Jamaica, International Financial Institutions, Donors Collaborate on Establishing a Programmatic Approach to Finance Climate Needs

  • The Government of Jamaica (GOJ) along with several international partners are discussing a framework to establish a ‘Blue Green Facility’ –a blended financing structure–of up to USD 500 million over five years, which would include a contribution from the Government of Jamaica.
  • Among the international partners are the Development Bank of Jamaica, the Green Climate Fund (GCF), the Inter-American Development Bank (IDB), the World Bank Group, the European Investment Bank as part of Team Europe, USAID, and the United Kingdom.
  • Such a programmatic approach will help catalyze climate finance by introducing systematic, coherent, and scalable approaches towards adaptation and mitigation needs. This support comes in the form of the US$764 million Resilience and Sustainability Facility (RSF) arrangement approved by the International Monetary Fund (IMF)’s Executive Board in March 2023.
  • Following the conclusion of Jamaica’s second review of the RSF, the IMF has disbursed an additional (Special Drawing Rights) SDR191.45 million (about US$254 million).
  • The authorities continue to make swift progress in their ambitious climate policy agenda under the RSF to increase resilience to climate change and catalyze climate financing.
  • Recent reforms include steps to establish a national natural disaster reserve fund, strengthen climate-related elements in public investment management, and enhance the climate risks assessment in the financial system to embed these risks into supervisory activities.
  • These reforms have built on steps taken in early 2023 to strengthen the natural disaster risk financing policy, the policy framework for Public-Private Partnerships, the electric vehicle policy, and the guidelines for energy efficiency in public buildings.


About this exercise: Report every line of the records beneath this task that holds the string "member".

Start of Block

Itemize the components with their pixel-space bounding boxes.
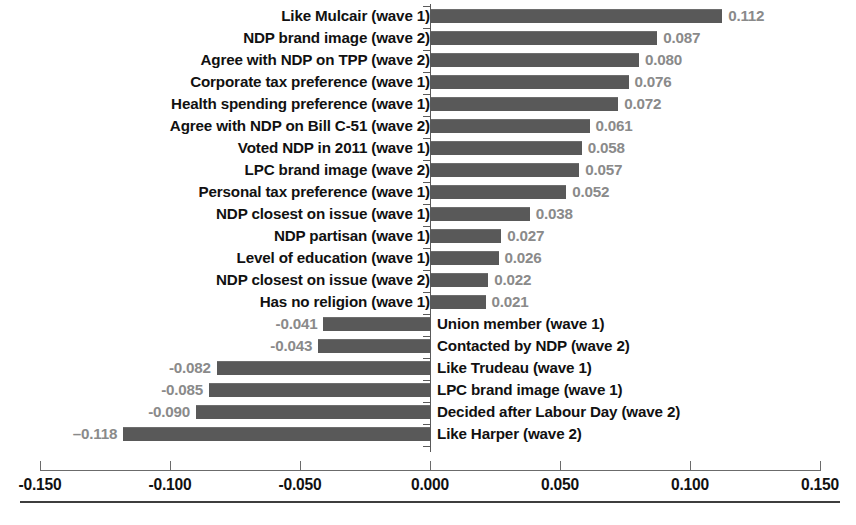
bar-value-label: -0.082 [169,357,211,379]
bar-row: Like Mulcair (wave 1)0.112 [0,5,856,27]
bar-row: NDP closest on issue (wave 2)0.022 [0,269,856,291]
zero-axis-tick [423,6,430,7]
x-axis-tick-label: -0.150 [0,476,100,494]
bottom-rule [20,501,840,503]
bar-value-label: 0.027 [507,225,544,247]
bar [323,317,430,331]
horizontal-bar-chart: Like Mulcair (wave 1)0.112NDP brand imag… [0,0,856,525]
zero-axis-tick [423,358,430,359]
bar-value-label: 0.052 [572,181,609,203]
zero-axis-tick [423,204,430,205]
bar-value-label: 0.076 [635,71,672,93]
x-axis-tick-label: 0.100 [630,476,750,494]
bar-value-label: -0.090 [148,401,190,423]
bar [209,383,430,397]
zero-axis-tick [423,50,430,51]
bar-row: LPC brand image (wave 1)-0.085 [0,379,856,401]
bar-value-label: 0.026 [505,247,542,269]
x-axis-tick [820,461,821,471]
category-label: Union member (wave 1) [437,313,604,335]
zero-axis-tick [423,182,430,183]
bar [431,97,618,111]
bar-row: NDP closest on issue (wave 1)0.038 [0,203,856,225]
category-label: NDP partisan (wave 1) [274,225,430,247]
bar-value-label: 0.022 [494,269,531,291]
bar-value-label: -0.043 [270,335,312,357]
bar-row: Personal tax preference (wave 1)0.052 [0,181,856,203]
plot-area: Like Mulcair (wave 1)0.112NDP brand imag… [0,0,856,460]
category-label: LPC brand image (wave 2) [245,159,430,181]
bar [431,207,530,221]
category-label: Like Mulcair (wave 1) [281,5,430,27]
bar-row: Contacted by NDP (wave 2)-0.043 [0,335,856,357]
bar-value-label: 0.038 [536,203,573,225]
bar-row: Agree with NDP on Bill C-51 (wave 2)0.06… [0,115,856,137]
bar [431,75,629,89]
zero-axis-tick [423,424,430,425]
category-label: Agree with NDP on TPP (wave 2) [200,49,430,71]
category-label: NDP closest on issue (wave 1) [216,203,430,225]
zero-axis-tick [423,248,430,249]
x-axis-tick-label: 0.050 [500,476,620,494]
bar-value-label: 0.057 [585,159,622,181]
bar-value-label: 0.112 [728,5,764,27]
bar [431,31,657,45]
bar-row: Has no religion (wave 1)0.021 [0,291,856,313]
x-axis-tick-label: 0.000 [370,476,490,494]
x-axis-tick [690,461,691,471]
zero-axis-tick [423,402,430,403]
zero-axis-tick [423,226,430,227]
category-label: Contacted by NDP (wave 2) [437,335,630,357]
bar-value-label: 0.061 [596,115,633,137]
zero-axis-tick [423,314,430,315]
x-axis-tick [40,461,41,471]
bar [196,405,430,419]
bar-row: Union member (wave 1)-0.041 [0,313,856,335]
bar-value-label: 0.021 [492,291,529,313]
bar-row: NDP partisan (wave 1)0.027 [0,225,856,247]
category-label: NDP brand image (wave 2) [243,27,430,49]
x-axis-tick [170,461,171,471]
bar [431,119,590,133]
bar-row: Like Trudeau (wave 1)-0.082 [0,357,856,379]
category-label: Level of education (wave 1) [237,247,430,269]
category-label: Personal tax preference (wave 1) [198,181,430,203]
bar-value-label: 0.080 [645,49,682,71]
zero-axis-line [430,4,431,452]
zero-axis-tick [423,292,430,293]
bar-row: NDP brand image (wave 2)0.087 [0,27,856,49]
x-axis-tick-label: 0.150 [760,476,856,494]
category-label: Voted NDP in 2011 (wave 1) [238,137,430,159]
zero-axis-tick [423,270,430,271]
bar [431,53,639,67]
bar [431,229,501,243]
x-axis-tick-label: -0.050 [240,476,360,494]
category-label: Like Trudeau (wave 1) [437,357,592,379]
x-axis-tick-label: -0.100 [110,476,230,494]
zero-axis-tick [423,336,430,337]
category-label: Health spending preference (wave 1) [171,93,430,115]
zero-axis-tick [423,380,430,381]
bar-value-label: –0.118 [73,423,117,445]
bar [123,427,430,441]
zero-axis-tick [423,160,430,161]
zero-axis-tick [423,72,430,73]
bar-row: Agree with NDP on TPP (wave 2)0.080 [0,49,856,71]
bar [431,295,486,309]
category-label: Has no religion (wave 1) [260,291,430,313]
zero-axis-tick [423,446,430,447]
category-label: Corporate tax preference (wave 1) [190,71,430,93]
bar-value-label: 0.058 [588,137,625,159]
x-axis-tick [560,461,561,471]
zero-axis-tick [423,116,430,117]
bar-row: Corporate tax preference (wave 1)0.076 [0,71,856,93]
bar [431,141,582,155]
zero-axis-tick [423,94,430,95]
category-label: NDP closest on issue (wave 2) [216,269,430,291]
bar [431,185,566,199]
zero-axis-tick [423,28,430,29]
category-label: Agree with NDP on Bill C-51 (wave 2) [170,115,430,137]
bar-row: Voted NDP in 2011 (wave 1)0.058 [0,137,856,159]
category-label: Decided after Labour Day (wave 2) [437,401,680,423]
bar [217,361,430,375]
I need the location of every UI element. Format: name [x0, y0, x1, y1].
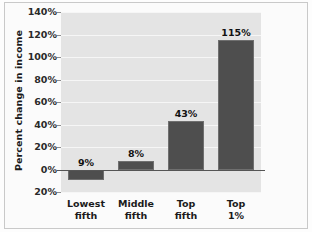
y-tick-mark	[57, 147, 61, 148]
x-tick-label: Top1%	[206, 198, 266, 221]
y-tick-label: 20%	[13, 186, 57, 197]
y-tick-mark	[57, 192, 61, 193]
bar	[68, 170, 104, 180]
bar	[118, 161, 154, 170]
y-tick-label: 40%	[13, 119, 57, 130]
bar	[218, 40, 254, 169]
y-tick-label: 140%	[13, 6, 57, 17]
y-tick-label: 100%	[13, 51, 57, 62]
y-tick-mark	[57, 57, 61, 58]
y-tick-mark	[57, 102, 61, 103]
y-tick-label: 80%	[13, 74, 57, 85]
bar-value-label: 43%	[161, 108, 211, 119]
y-tick-label: 120%	[13, 29, 57, 40]
x-axis-ticks: LowestfifthMiddlefifthTopfifthTop1%	[61, 196, 261, 228]
x-tick-label-line: 1%	[206, 210, 266, 222]
y-tick-mark	[57, 125, 61, 126]
y-tick-label: 60%	[13, 96, 57, 107]
y-tick-mark	[57, 35, 61, 36]
y-tick-mark	[57, 80, 61, 81]
bar	[168, 121, 204, 169]
bar-value-label: 115%	[211, 27, 261, 38]
y-tick-label: 20%	[13, 141, 57, 152]
chart-figure: Percent change in income 9%8%43%115% 140…	[0, 0, 312, 232]
y-tick-mark	[57, 12, 61, 13]
y-tick-label: 0%	[13, 164, 57, 175]
zero-axis-line	[57, 170, 265, 172]
x-tick-label-line: Top	[206, 198, 266, 210]
bar-value-label: 9%	[61, 157, 111, 168]
bar-value-label: 8%	[111, 148, 161, 159]
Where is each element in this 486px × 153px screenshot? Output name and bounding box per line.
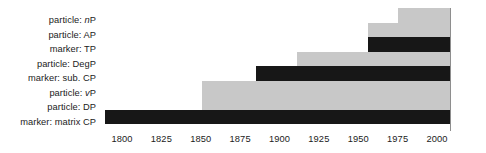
bar-marker-tp	[368, 37, 450, 52]
x-tick-1975: 1975	[387, 134, 408, 145]
x-axis-tick-labels: 180018251850187519001925195019752000	[0, 131, 486, 153]
plot-area	[0, 0, 486, 131]
bar-marker-matrix-cp	[105, 110, 450, 125]
bar-particle-degp	[297, 52, 450, 67]
x-tick-1850: 1850	[190, 134, 211, 145]
bar-particle-ap	[368, 23, 450, 38]
x-tick-1800: 1800	[111, 134, 132, 145]
x-tick-1950: 1950	[348, 134, 369, 145]
bar-particle-vp	[202, 81, 449, 96]
x-tick-2000: 2000	[426, 134, 447, 145]
bar-particle-np	[398, 8, 450, 23]
axis-spine-right	[450, 8, 451, 131]
bar-particle-dp	[202, 95, 449, 110]
x-tick-1925: 1925	[308, 134, 329, 145]
timeline-bar-chart: particle: nP particle: AP marker: TP par…	[0, 0, 486, 153]
x-tick-1875: 1875	[230, 134, 251, 145]
bar-marker-sub-cp	[256, 66, 450, 81]
x-tick-1900: 1900	[269, 134, 290, 145]
x-tick-1825: 1825	[151, 134, 172, 145]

End of Block

Finished exercise:
category-label: Union member (wave 1) [437,313,604,335]
bar-row: Union member (wave 1)-0.041 [0,313,856,335]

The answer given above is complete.